Showing posts with label personalized search. Show all posts
Showing posts with label personalized search. Show all posts

Wednesday, October 17, 2007

Attention IR and People Search

The SIGIR 2007 conference also had a couple of gems in the Doctoral Consortium workshop.

Krisztian Balog (University of Amsterdam) homepage
People Search in the Enterprise

The abstract of Balog looked a two areas concerning people search, profiling people and enabling search of those people based upon both the topical and social profile. Who is an expert on X? Who do I know (or get introduced to) someone who is an expert on X? His research seems to be just beginning.. I'll be checking his page for new papers.

Georg Buscher (German Research Center for AI) homepage
Attention-Based Information Retrieval

Buscher won the best presentation award at the workshop. His slides outline how attention data can be used to bias/rerank IR results to enable re-finding old information/documents as well as doing query expansion (profile based???) given the current user's attention data. His research is also fairly new.

Both of these topics are obviously of interest to Others Online and the idea of connecting people together through a common topic or set of topics that are learned as implicitly related to the users.

Monday, September 10, 2007

The Implicit Web flowing into Collective Search

Here are some recent articles that I read and kept thinking about again and again. What is cool about this moment in time is that these things are gelling. Entrepreneurs and innovators are trying to build this stuff, rather than the ideas rotting unfulfilled in the mind of some AI/Search-Engine geek.

Read/Write Web's Implicit Web

Important point here is that systems should both learn what users are interested in implicitly and allow users control over the learned topics. The former point is what algorithms like collaborative filtering were intended to do. The latter is a great point that users should have visibility and control into their learned topics.

This has been a frequent critique against Amazon's recommender system.. while personalized, it can learn goofy things. I have no desire to be a frequent buyer of items similar to what I bought for a niece as a gift last year.

Collective Search by Greg Linden

I just learned that Greg is one of the brains behind Amazon's AI. Thinking about the data Amazon has and what could be done with it always makes me drool. Greg's post here is an aggregation of points he came up with while reading transcripts of the recent SES 2007 conference.

I'll join Ask's Jim Lanzone (isn't the new Ask.com much better than Google!) in saying that collective search is potentially better than personalized search. Greg is arguing for a redefinition of 'personalization' here, but we have to pick descriptive terms for abstract ideas. I would define personalization as skewing of search results by what you are interested in. Where I'd read collective search as letting the collective behaviors of a group of similar users influence/skew search results. This is the flavor of stuff I worked on at RightNow.

Ultimate Answer Engine @ Information Week

Favorite quote: "Who said an edit box and 10 blue links is what search is?" asks Microsoft's Satya Nadella.

This great piece has several items that just jumped out at me. "Queryless Search", essentially this is using what the system knows about you and your path through to the engine and do a implicit query. (We also worked and patented variations of this idea at RightNow). The "Personalization" and "Social Skills" sections deal with the ideas in Greg's post above. More to come on that re 'The Social Graph'.

Another good quote: "Serendipity is an amazing teacher". This is what Others Online is all about... focused on People, not necessarily documents/media.

After reading all three of these in the current context of what people are willing to spend time and money on... I can't help but be totally jacked about the opportunities at hand!

Loads of academics have been working on this stuff for years, check out any ACM SIGIR and various data mining conference proceedings for the last 10+ years. Personally, I've been thinking and working on many of the things above since 2000 when Doug Warner and I started doing a deep dive into the academic literature.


◆ **Exercise details**
Go through the entries and transcribe each one exactly, dropping the pictures.

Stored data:

------------------------------

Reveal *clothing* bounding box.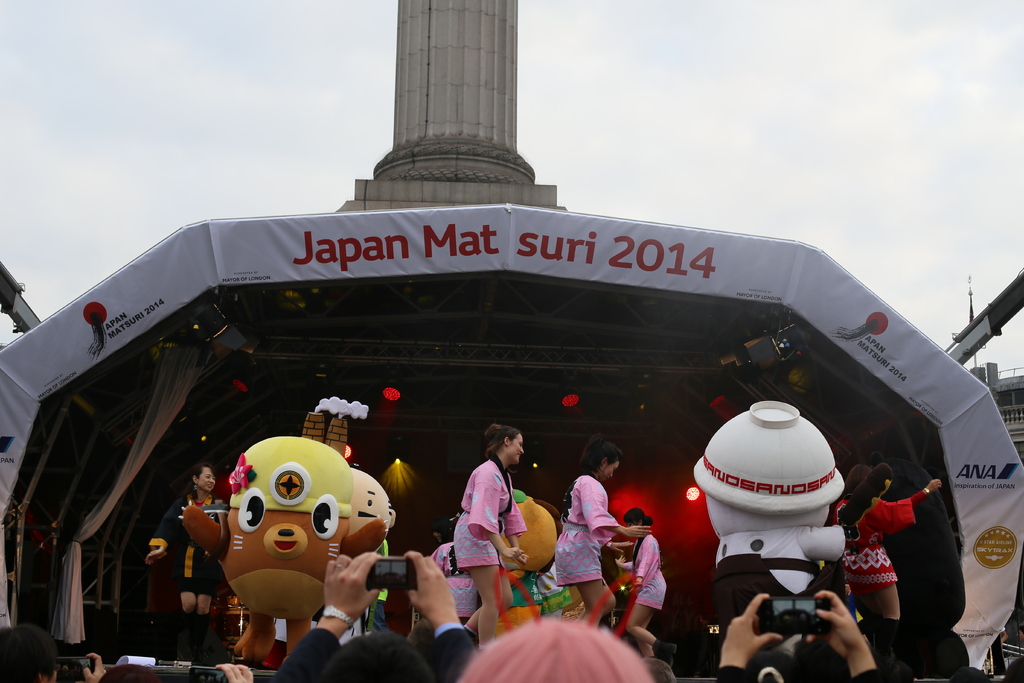
Revealed: 455 455 525 570.
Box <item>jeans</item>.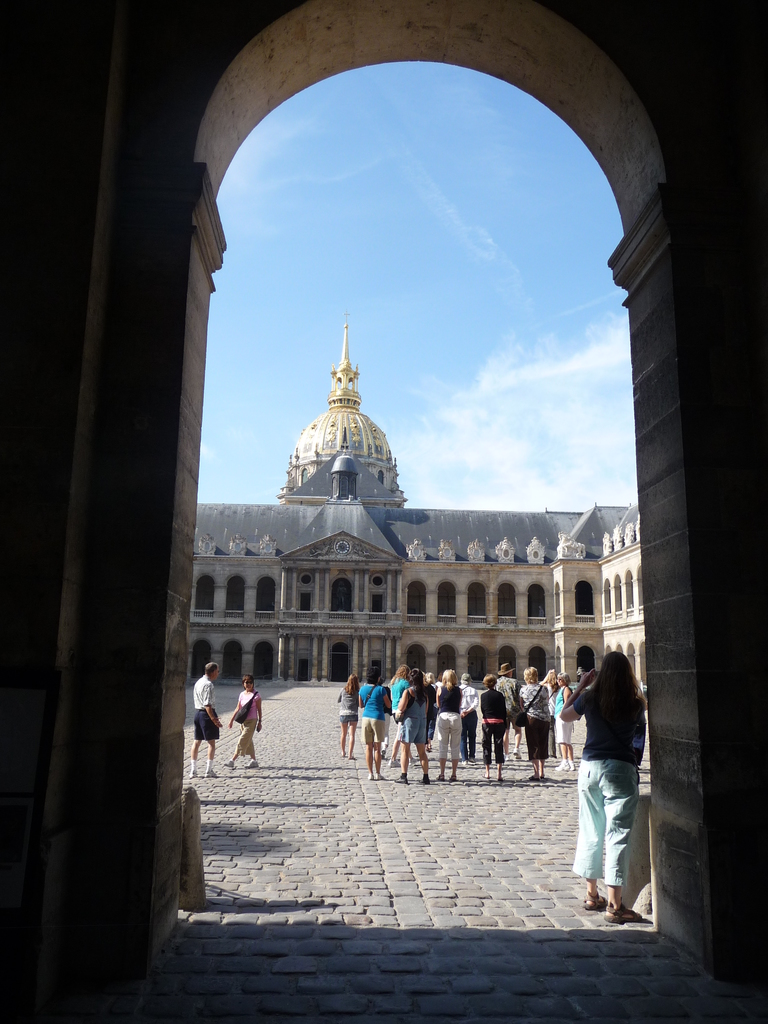
(238,721,260,754).
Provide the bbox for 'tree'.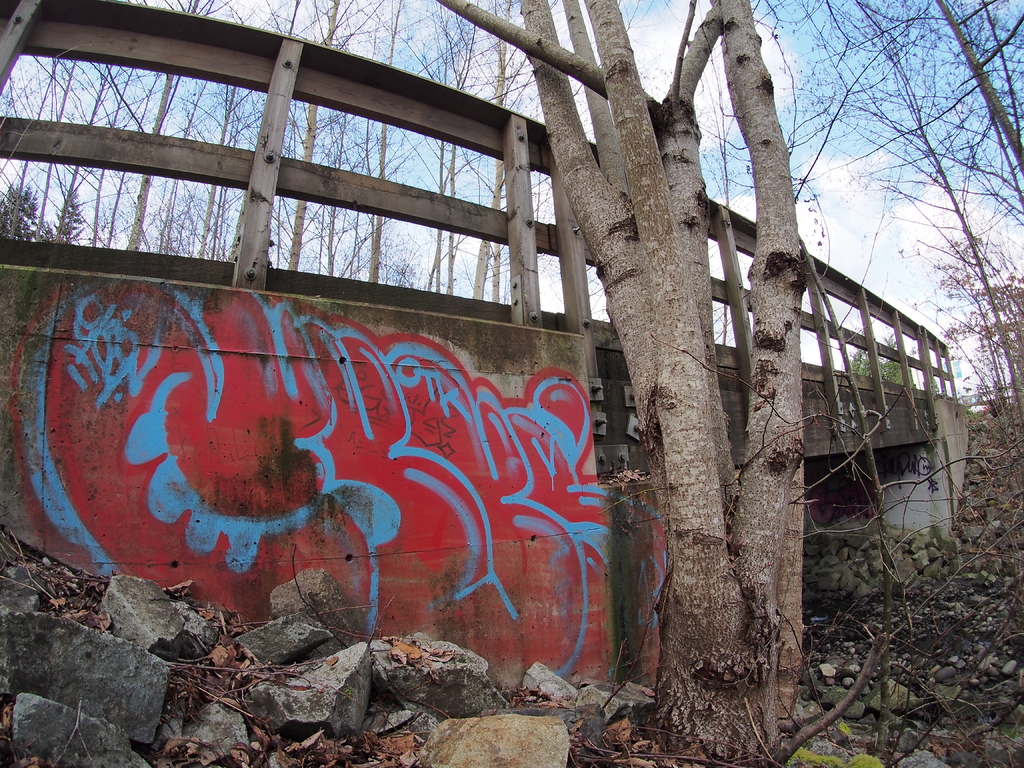
(749, 0, 1023, 433).
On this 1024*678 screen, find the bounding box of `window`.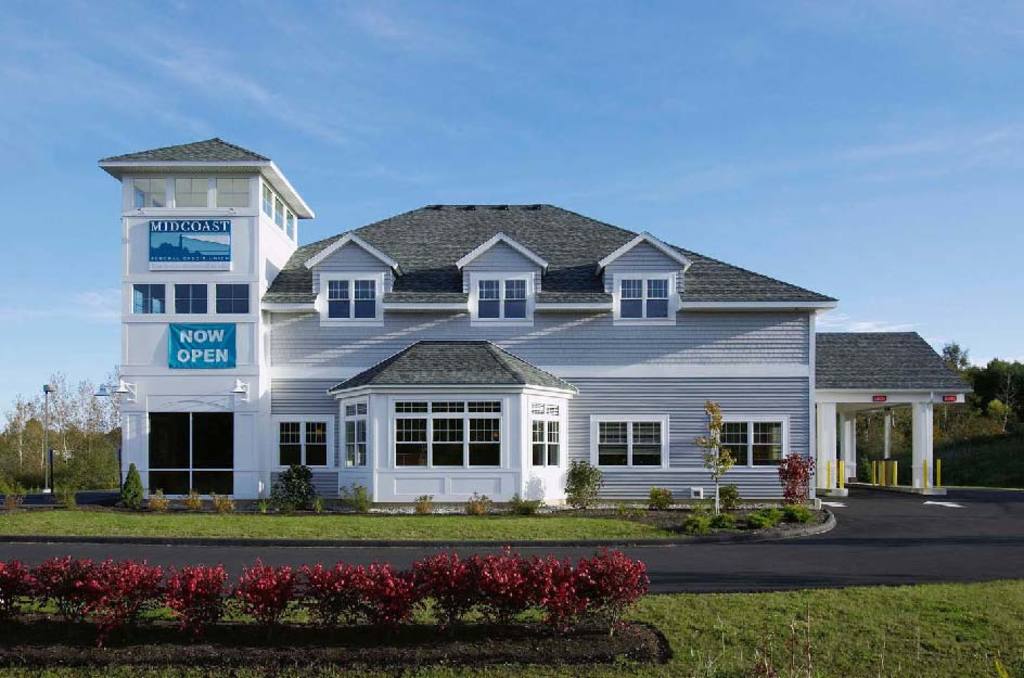
Bounding box: [left=473, top=272, right=537, bottom=322].
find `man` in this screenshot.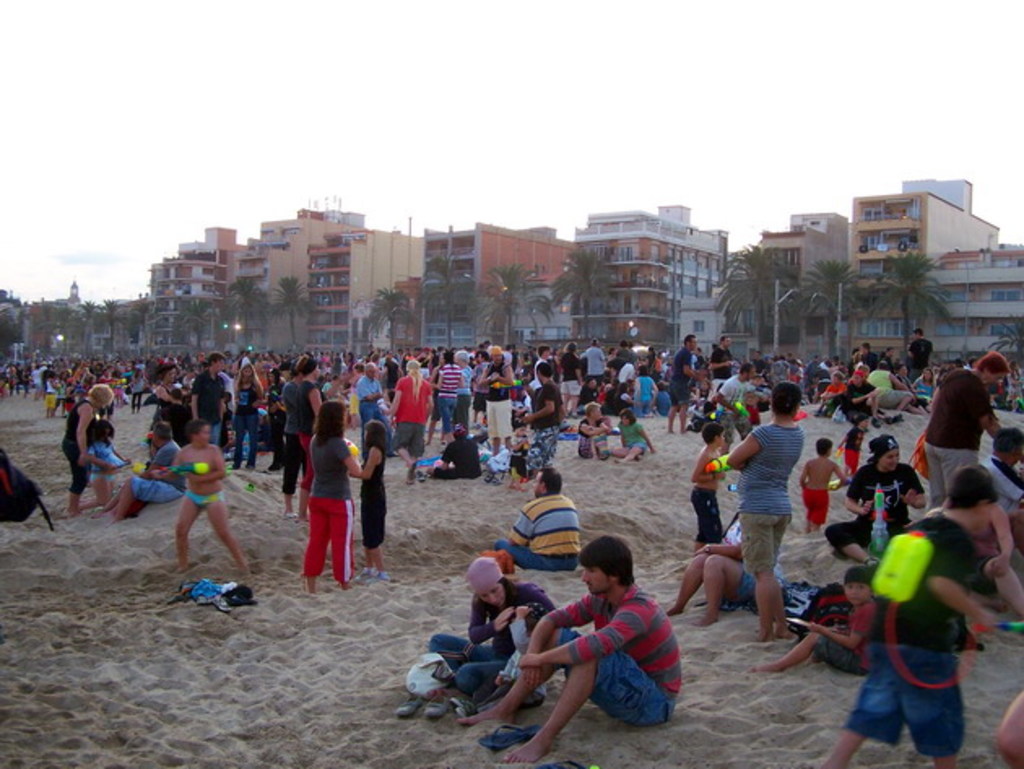
The bounding box for `man` is locate(114, 424, 192, 515).
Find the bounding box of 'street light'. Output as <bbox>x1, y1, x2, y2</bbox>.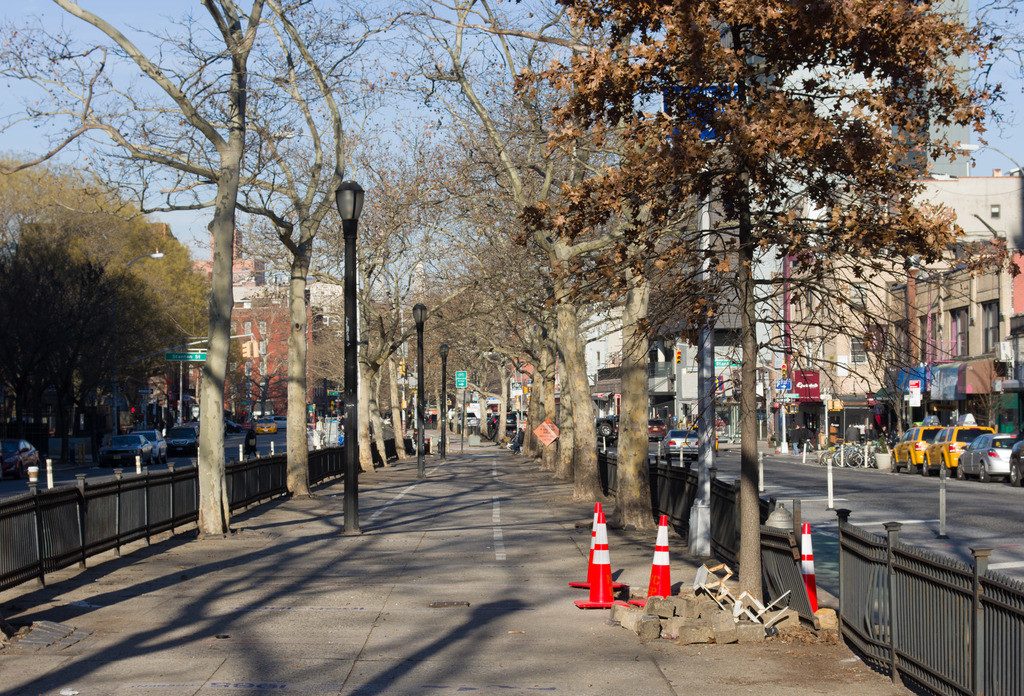
<bbox>948, 142, 1018, 170</bbox>.
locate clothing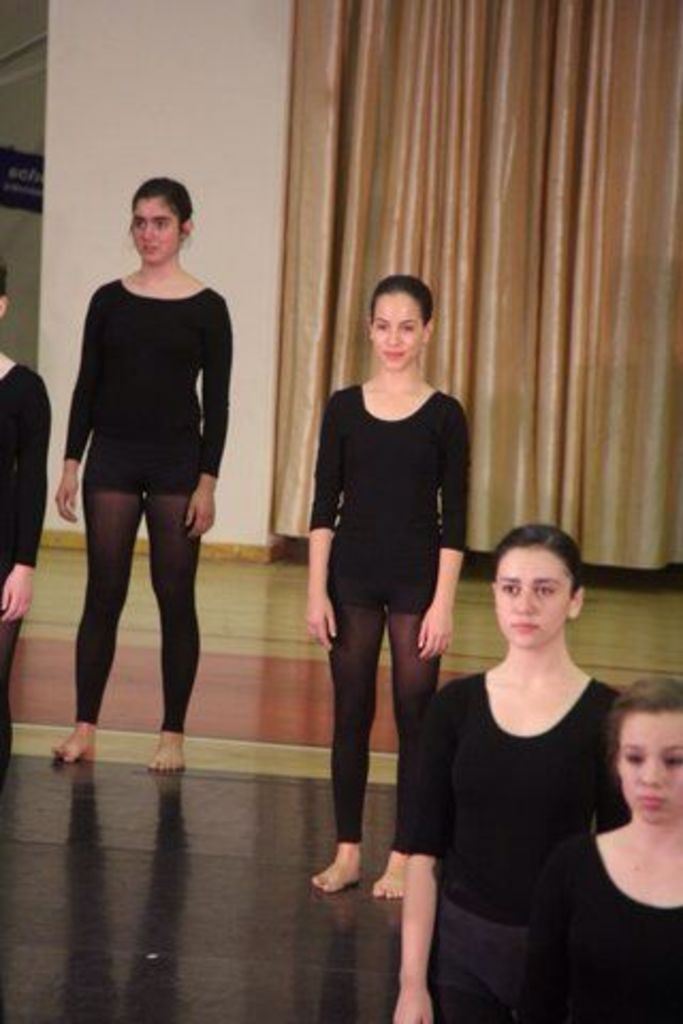
559/834/681/1022
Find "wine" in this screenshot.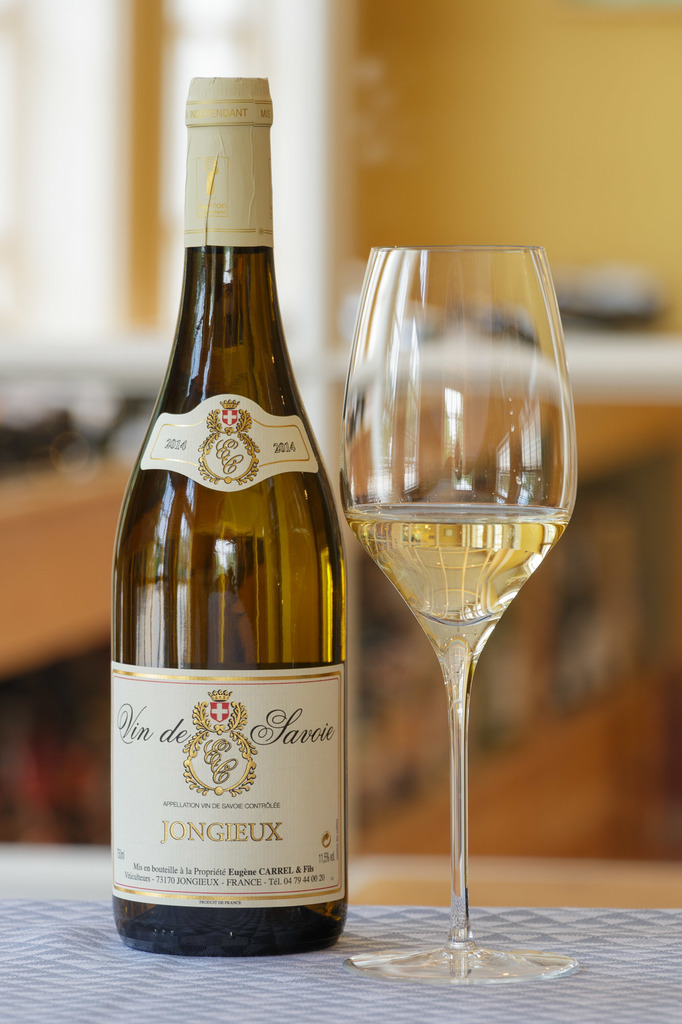
The bounding box for "wine" is [left=346, top=502, right=568, bottom=657].
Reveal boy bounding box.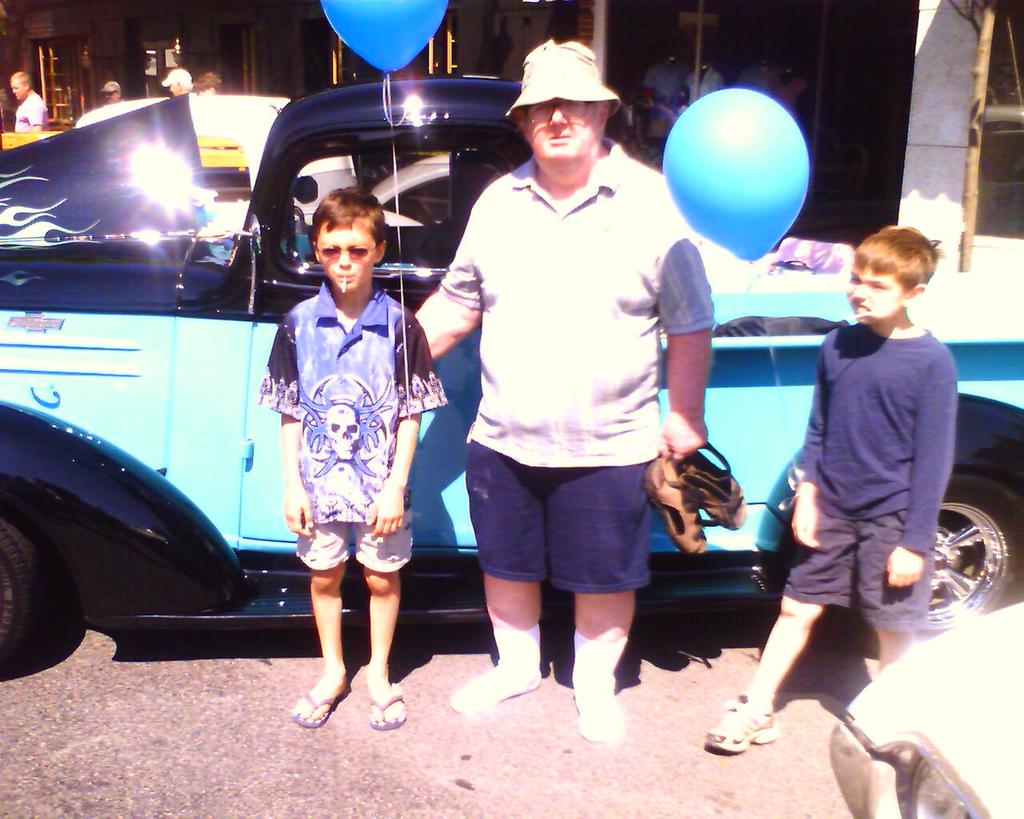
Revealed: crop(253, 186, 446, 726).
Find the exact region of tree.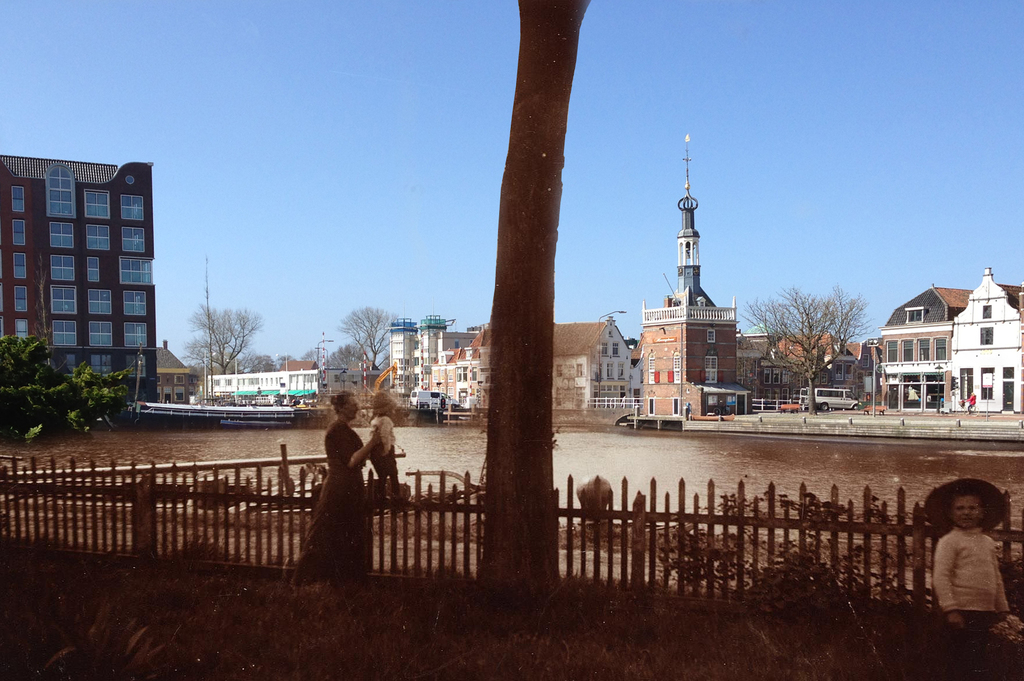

------------------------------

◆ **Answer to the problem**
Reveal *clothing* bounding box.
Revealed: 455 455 525 570.
Box <item>jeans</item>.
(238,721,260,754).
Provide the bbox for 'tree'.
(749, 0, 1023, 433).
On this 1024*678 screen, find the bounding box of `window`.
Bounding box: [left=473, top=272, right=537, bottom=322].
find `man` in this screenshot.
The bounding box for `man` is locate(114, 424, 192, 515).
Find the bounding box of 'street light'. Output as <bbox>x1, y1, x2, y2</bbox>.
<bbox>948, 142, 1018, 170</bbox>.
locate clothing
559/834/681/1022
Find "wine" in this screenshot.
The bounding box for "wine" is [left=346, top=502, right=568, bottom=657].
Reveal boy bounding box.
Revealed: crop(253, 186, 446, 726).
Find the exact region of tree.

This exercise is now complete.